Of course, the sequence also shows us that, even as Archie loses his temper and goes on about being his own man, Wolfe is allowed to interrupt and stop him without even looking at him, with no protest at all from Archie. He's his own man...who has nevertheless put himself willingly under Wolfe's hand. Sigh!

ONE THING MORE ABOUT ARCHIE

* Percy Ludlow: mancrush? Archie first observes him:
He was about my age and size, with a good pair of light-colored eyes, and a gray suit of a distinctive weave hung on him in a way that made it obvious the fit had not been managed by waving a piece of chalk at a stock job.
"I was looking for you." He came up to us, with a conventional smile. "Miltan wants you in the office.
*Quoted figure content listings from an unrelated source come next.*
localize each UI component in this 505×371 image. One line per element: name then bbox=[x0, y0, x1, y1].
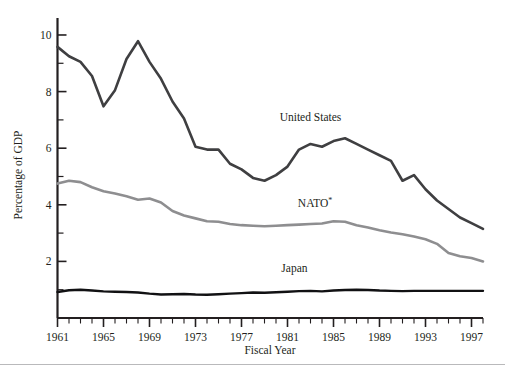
x-tick-label: 1993 bbox=[414, 331, 437, 343]
y-axis-title: Percentage of GDP bbox=[12, 131, 25, 220]
y-tick-label: 4 bbox=[46, 199, 52, 211]
x-axis-title: Fiscal Year bbox=[244, 344, 295, 356]
y-tick-label: 6 bbox=[46, 142, 52, 154]
x-tick-label: 1981 bbox=[276, 331, 299, 343]
x-tick-label: 1989 bbox=[368, 331, 391, 343]
x-tick-label: 1965 bbox=[92, 331, 115, 343]
series-label-japan: Japan bbox=[281, 262, 307, 275]
chart-background bbox=[0, 0, 505, 371]
series-label-nato: NATO* bbox=[298, 196, 332, 209]
series-label-united-states: United States bbox=[280, 111, 342, 123]
x-tick-label: 1977 bbox=[230, 331, 253, 343]
series-label-nato-text: NATO bbox=[298, 197, 328, 209]
chart-figure: 246810 196119651969197319771981198519891… bbox=[0, 0, 505, 371]
defense-spending-line-chart: 246810 196119651969197319771981198519891… bbox=[0, 0, 505, 371]
nato-footnote-asterisk: * bbox=[328, 196, 332, 205]
x-tick-label: 1969 bbox=[138, 331, 161, 343]
y-tick-label: 2 bbox=[46, 255, 52, 267]
x-tick-label: 1961 bbox=[46, 331, 69, 343]
x-tick-label: 1997 bbox=[460, 331, 483, 343]
x-tick-label: 1973 bbox=[184, 331, 207, 343]
y-tick-label: 10 bbox=[40, 29, 52, 41]
y-tick-label: 8 bbox=[46, 86, 52, 98]
x-tick-label: 1985 bbox=[322, 331, 345, 343]
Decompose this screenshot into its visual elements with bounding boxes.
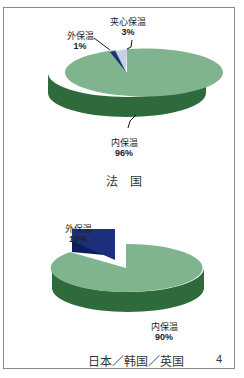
page-number: 4 <box>216 353 222 365</box>
pie-3d-jku <box>0 190 244 378</box>
pie-chart-japan-korea-uk: 外保温 10% 内保温 90% 日本／韩国／英国 4 <box>0 190 244 378</box>
chart-title-france: 法 国 <box>106 172 142 189</box>
chart-title-jku: 日本／韩国／英国 <box>88 352 184 369</box>
pie-chart-france: 外保温 1% 夹心保温 3% 内保温 96% 法 国 <box>0 0 244 190</box>
label-outer-france: 外保温 1% <box>67 31 94 51</box>
label-inner-jku: 内保温 90% <box>151 322 178 342</box>
label-outer-jku: 外保温 10% <box>65 224 92 244</box>
label-inner-france: 内保温 96% <box>111 138 138 158</box>
label-sandwich-france: 夹心保温 3% <box>110 17 146 37</box>
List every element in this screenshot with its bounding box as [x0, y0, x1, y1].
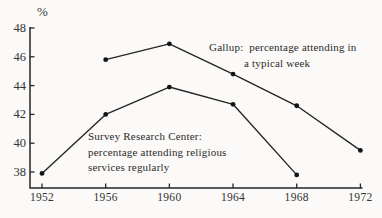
src-data-point: [231, 102, 236, 107]
x-tick-label-1968: 1968: [279, 191, 315, 203]
src-data-point: [294, 172, 299, 177]
church-attendance-figure: % 48 46 44 42 40 38 Gallup: percentage a…: [0, 0, 382, 218]
x-tick-label-1952: 1952: [24, 191, 60, 203]
gallup-data-point: [231, 72, 236, 77]
gallup-series-annotation: Gallup: percentage attending in a typica…: [209, 39, 357, 71]
x-tick-label-1964: 1964: [215, 191, 251, 203]
gallup-data-point: [294, 103, 299, 108]
line-chart-canvas: [0, 0, 382, 218]
src-data-point: [167, 85, 172, 90]
src-data-point: [40, 171, 45, 176]
src-annotation-line-2: percentage attending religious: [88, 145, 227, 161]
src-annotation-line-1: Survey Research Center:: [88, 129, 227, 145]
x-tick-label-1960: 1960: [151, 191, 187, 203]
gallup-annotation-line-2: a typical week: [244, 55, 357, 71]
src-data-point: [103, 112, 108, 117]
gallup-data-point: [103, 57, 108, 62]
gallup-data-point: [167, 41, 172, 46]
src-annotation-line-3: services regularly: [88, 160, 227, 176]
gallup-data-point: [358, 148, 363, 153]
x-tick-label-1972: 1972: [342, 191, 378, 203]
survey-research-center-annotation: Survey Research Center: percentage atten…: [88, 129, 227, 176]
x-tick-label-1956: 1956: [88, 191, 124, 203]
gallup-annotation-line-1: Gallup: percentage attending in: [209, 39, 357, 55]
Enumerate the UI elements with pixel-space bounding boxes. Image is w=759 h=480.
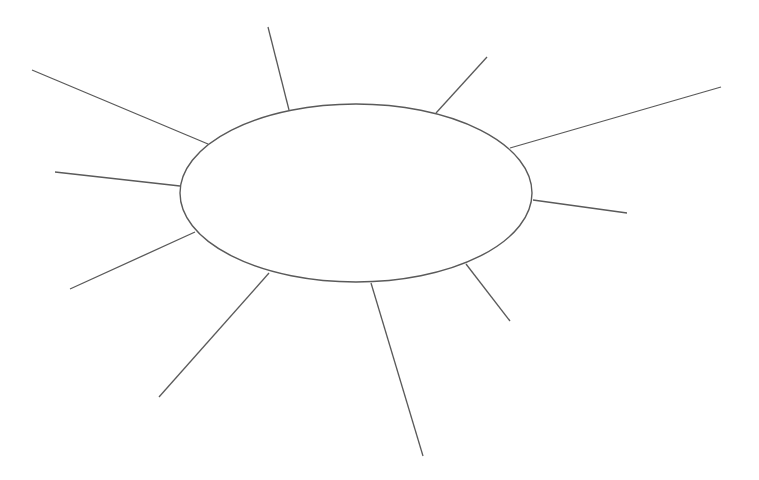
center-ellipse bbox=[180, 104, 532, 282]
branch-line-1 bbox=[32, 70, 208, 144]
branch-line-5 bbox=[55, 172, 180, 186]
branch-line-6 bbox=[533, 200, 627, 213]
spider-diagram bbox=[0, 0, 759, 480]
branch-line-2 bbox=[268, 27, 289, 110]
branch-line-9 bbox=[371, 283, 423, 456]
branch-line-3 bbox=[436, 57, 487, 113]
branch-line-8 bbox=[159, 273, 269, 397]
branch-line-10 bbox=[466, 264, 510, 321]
branch-line-4 bbox=[510, 87, 721, 148]
branch-line-7 bbox=[70, 232, 195, 289]
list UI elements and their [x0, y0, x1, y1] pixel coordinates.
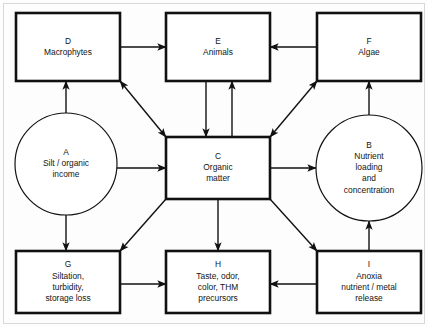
node-h[interactable]: HTaste, odor,color, THMprecursors [166, 251, 270, 313]
node-c[interactable]: COrganicmatter [166, 137, 270, 199]
node-g[interactable]: GSiltation,turbidity,storage loss [16, 251, 120, 313]
edge-C-to-I [270, 199, 317, 251]
node-label-h: precursors [198, 293, 238, 303]
node-label-b: loading [355, 162, 382, 172]
node-label-e: Animals [203, 47, 233, 57]
node-key-a: A [63, 147, 69, 157]
node-a[interactable]: ASilt / organicincome [15, 113, 117, 215]
node-label-h: Taste, odor, [196, 271, 239, 281]
node-b[interactable]: BNutrientloadingandconcentration [316, 115, 422, 221]
node-label-g: Siltation, [52, 271, 84, 281]
node-label-h: color, THM [198, 282, 238, 292]
node-key-h: H [215, 259, 221, 269]
node-key-i: I [368, 259, 370, 269]
node-label-g: storage loss [45, 293, 90, 303]
node-label-i: Anoxia [356, 271, 382, 281]
node-label-i: nutrient / metal [341, 282, 397, 292]
node-label-f: Algae [358, 47, 380, 57]
node-label-a: income [53, 169, 80, 179]
node-e[interactable]: EAnimals [166, 13, 270, 81]
edge-D-to-C-bidirectional [120, 81, 166, 137]
node-label-i: release [355, 293, 383, 303]
node-key-d: D [65, 36, 71, 46]
node-label-b: and [362, 173, 376, 183]
node-label-g: turbidity, [52, 282, 83, 292]
node-label-c: matter [206, 173, 230, 183]
edge-C-to-G [120, 199, 166, 251]
node-d[interactable]: DMacrophytes [16, 13, 120, 81]
node-key-f: F [366, 36, 371, 46]
node-label-b: Nutrient [354, 151, 384, 161]
node-key-b: B [366, 140, 372, 150]
node-key-c: C [215, 151, 221, 161]
node-key-e: E [215, 36, 221, 46]
diagram-canvas: DMacrophytesEAnimalsFAlgaeASilt / organi… [0, 0, 428, 327]
node-f[interactable]: FAlgae [317, 13, 421, 81]
edge-C-to-F-bidirectional [270, 81, 317, 137]
node-label-d: Macrophytes [44, 47, 92, 57]
diagram-svg: DMacrophytesEAnimalsFAlgaeASilt / organi… [0, 0, 428, 327]
node-label-b: concentration [344, 185, 395, 195]
node-layer: DMacrophytesEAnimalsFAlgaeASilt / organi… [15, 13, 422, 313]
node-key-g: G [65, 259, 72, 269]
node-label-a: Silt / organic [43, 158, 89, 168]
node-label-c: Organic [203, 162, 232, 172]
node-i[interactable]: IAnoxianutrient / metalrelease [317, 251, 421, 313]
This ridiculous affair." [...]
We shook, and I met his eyes and liked them, not on account of any candor or friendliness, but because they showed sense.
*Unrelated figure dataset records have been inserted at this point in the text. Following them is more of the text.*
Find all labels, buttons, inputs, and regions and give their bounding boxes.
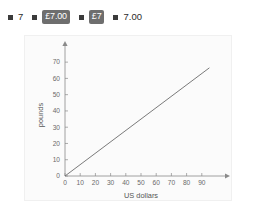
chart-series	[65, 68, 209, 176]
option-item-2[interactable]: £7.00	[32, 10, 70, 24]
y-tick-label: 0	[56, 172, 60, 179]
x-tick-label: 30	[107, 179, 115, 186]
option-label-3: £7	[89, 10, 105, 24]
chart-panel: 0102030405060708090 010203040506070 US d…	[24, 35, 232, 201]
y-tick-label: 60	[53, 75, 61, 82]
x-tick-label: 20	[92, 179, 100, 186]
bullet-square-icon	[8, 15, 13, 20]
bullet-square-icon	[79, 15, 84, 20]
x-tick-label: 60	[153, 179, 161, 186]
screenshot-root: 7 £7.00 £7 7.00 0102030405060708090 0102…	[0, 0, 253, 214]
y-tick-label: 40	[53, 107, 61, 114]
y-tick-label: 20	[53, 140, 61, 147]
conversion-line-chart: 0102030405060708090 010203040506070 US d…	[25, 36, 233, 202]
option-item-3[interactable]: £7	[79, 10, 105, 24]
x-axis-ticks: 0102030405060708090	[63, 173, 206, 186]
x-tick-label: 70	[168, 179, 176, 186]
answer-options-row: 7 £7.00 £7 7.00	[8, 8, 151, 26]
y-tick-label: 70	[53, 58, 61, 65]
y-axis-arrow-icon	[62, 41, 67, 46]
y-tick-label: 10	[53, 156, 61, 163]
x-tick-label: 90	[198, 179, 206, 186]
y-axis-title: pounds	[36, 103, 45, 128]
option-item-1[interactable]: 7	[8, 12, 23, 22]
x-axis-arrow-icon	[225, 173, 230, 178]
x-tick-label: 10	[77, 179, 85, 186]
option-label-2: £7.00	[42, 10, 70, 24]
data-line-series	[65, 68, 209, 176]
bullet-square-icon	[32, 15, 37, 20]
x-tick-label: 50	[137, 179, 145, 186]
option-label-1: 7	[18, 12, 23, 22]
x-axis-title: US dollars	[124, 191, 158, 200]
option-item-4[interactable]: 7.00	[113, 12, 142, 22]
y-tick-label: 30	[53, 124, 61, 131]
x-tick-label: 40	[122, 179, 130, 186]
x-tick-label: 80	[183, 179, 191, 186]
bullet-square-icon	[113, 15, 118, 20]
y-axis-ticks: 010203040506070	[53, 58, 68, 179]
option-label-4: 7.00	[123, 12, 142, 22]
x-tick-label: 0	[63, 179, 67, 186]
y-tick-label: 50	[53, 91, 61, 98]
chart-axes	[62, 41, 230, 179]
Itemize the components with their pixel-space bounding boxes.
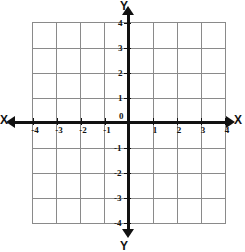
y-axis-down-arrow-icon <box>122 229 134 238</box>
y-axis-tickmark <box>124 223 131 224</box>
y-tick-label: -3 <box>114 194 122 203</box>
x-axis-label-left: X <box>0 114 8 126</box>
x-tick-label: 3 <box>201 126 206 135</box>
x-axis-label-right: X <box>234 114 242 126</box>
y-tick-label: -2 <box>114 169 122 178</box>
x-axis-tickmark <box>33 118 34 125</box>
x-axis-tickmark <box>105 118 106 125</box>
x-axis-tickmark <box>153 118 154 125</box>
x-axis-tickmark <box>225 118 226 125</box>
y-axis-tickmark <box>124 148 131 149</box>
y-tick-label: -1 <box>114 144 122 153</box>
y-axis-tickmark <box>124 98 131 99</box>
y-axis-tickmark <box>124 173 131 174</box>
x-tick-label: -1 <box>103 126 111 135</box>
x-axis-tickmark <box>177 118 178 125</box>
y-axis-label-bottom: Y <box>120 240 128 252</box>
x-tick-label: -2 <box>79 126 87 135</box>
y-tick-label: -4 <box>114 219 122 228</box>
y-axis-line <box>127 14 130 232</box>
y-tick-label: 3 <box>118 44 123 53</box>
y-axis-tickmark <box>124 23 131 24</box>
coordinate-plane-figure: X X Y Y -4 -3 -2 -1 1 2 3 4 4 3 2 1 -1 -… <box>0 0 245 252</box>
x-tick-label: 1 <box>153 126 158 135</box>
y-axis-tickmark <box>124 73 131 74</box>
y-tick-label: 2 <box>118 69 123 78</box>
y-tick-label: 4 <box>118 19 123 28</box>
y-axis-tickmark <box>124 48 131 49</box>
x-axis-tickmark <box>201 118 202 125</box>
x-tick-label: -4 <box>31 126 39 135</box>
y-axis-tickmark <box>124 198 131 199</box>
x-axis-tickmark <box>57 118 58 125</box>
x-tick-label: 2 <box>177 126 182 135</box>
origin-label: 0 <box>119 112 124 121</box>
x-axis-tickmark <box>81 118 82 125</box>
x-tick-label: 4 <box>225 126 230 135</box>
y-tick-label: 1 <box>118 94 123 103</box>
x-tick-label: -3 <box>55 126 63 135</box>
x-axis-line <box>14 121 228 124</box>
y-axis-label-top: Y <box>120 0 128 12</box>
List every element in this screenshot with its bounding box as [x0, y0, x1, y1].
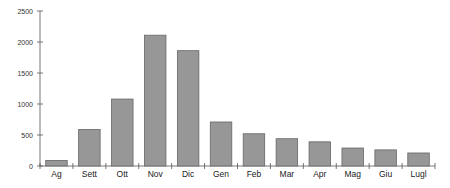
x-category-label: Mar — [280, 169, 295, 179]
y-tick-label: 500 — [21, 132, 33, 139]
x-category-label: Apr — [313, 169, 326, 179]
y-tick-label: 1000 — [17, 101, 33, 108]
x-category-label: Nov — [148, 169, 164, 179]
bar-gen — [210, 122, 232, 166]
bar-ag — [46, 160, 67, 166]
x-category-label: Dic — [182, 169, 195, 179]
y-tick-label: 0 — [29, 163, 33, 170]
bar-dic — [177, 51, 199, 166]
y-tick-label: 2000 — [17, 39, 33, 46]
x-category-label: Ott — [117, 169, 129, 179]
bar-apr — [309, 142, 331, 166]
x-category-label: Mag — [344, 169, 361, 179]
x-category-label: Lugl — [411, 169, 427, 179]
x-category-label: Feb — [247, 169, 262, 179]
y-tick-label: 2500 — [17, 8, 33, 15]
x-category-label: Gen — [213, 169, 229, 179]
x-category-label: Ag — [51, 169, 62, 179]
bar-nov — [144, 35, 166, 166]
y-tick-label: 1500 — [17, 70, 33, 77]
x-category-label: Giu — [379, 169, 393, 179]
bars — [46, 35, 430, 166]
bar-ott — [112, 99, 133, 166]
bar-lugl — [408, 153, 430, 166]
bar-sett — [79, 129, 101, 166]
bar-giu — [375, 150, 397, 166]
bar-chart: 05001000150020002500 AgSettOttNovDicGenF… — [0, 0, 450, 188]
x-category-label: Sett — [82, 169, 98, 179]
y-axis: 05001000150020002500 — [17, 8, 43, 170]
bar-mag — [342, 148, 364, 166]
bar-mar — [276, 139, 298, 166]
bar-feb — [243, 134, 264, 166]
And later, he describes him to Wolfe: My age, and a good deal like me: courteous, gifted, of distinguished appear--"

Archie really does seem to appreciate a sharp-dressed man. *g*

A FEW RECURRING CHARACTERS

We have Saul being awesome and highly-trusted, as when Wolfe mails him the crucial document or brags about him in front of Cramer when having Saul tell the tale of unmasking Pansy Bupp. Saul is soft-spoken and courteous, and I find his reassurance of Pansy really quite sweet--when she finds out he phoned her mother, she starts to freak out, and he says, "Yes, ma'am, I did. It's all right. I didn't scare her, or anything. I made it all right." Aw.

The friction between Orrie and Archie remains: Orrie comes down from getting private instructions from Wolfe and aimlessly needles Archie, who doesn't seem to want to play, first cutting off the joking with "I'm busy" and then actually throwing his notebook at Orrie (who dodges it and "danced out").

Cramer only ever chews cigars in this book, and with great vigor, though we don't yet have the flat statement from Archie that he never ever lights them.

I believe this is our first mention of Parker! No first name yet, nor an onstage appearance--just an intention from Wolfe to "arrange for Mr. Parker to represent" Neya Tormic.


So, what are your thoughts on this book? And what becomes of the adopted daughter between now and Black Mountain? (Hmm, perhaps we should save that topic for the Black Mountain discussion? Or at least the Black-Mountain-specific part of it, anyway...)

I have to go out of town on Tuesday, and will be gone for about a week. My internet access will be sporadic at best, so I suspect I'll have to catch up on some of the discussion a bit belatedly. Apologies in advance!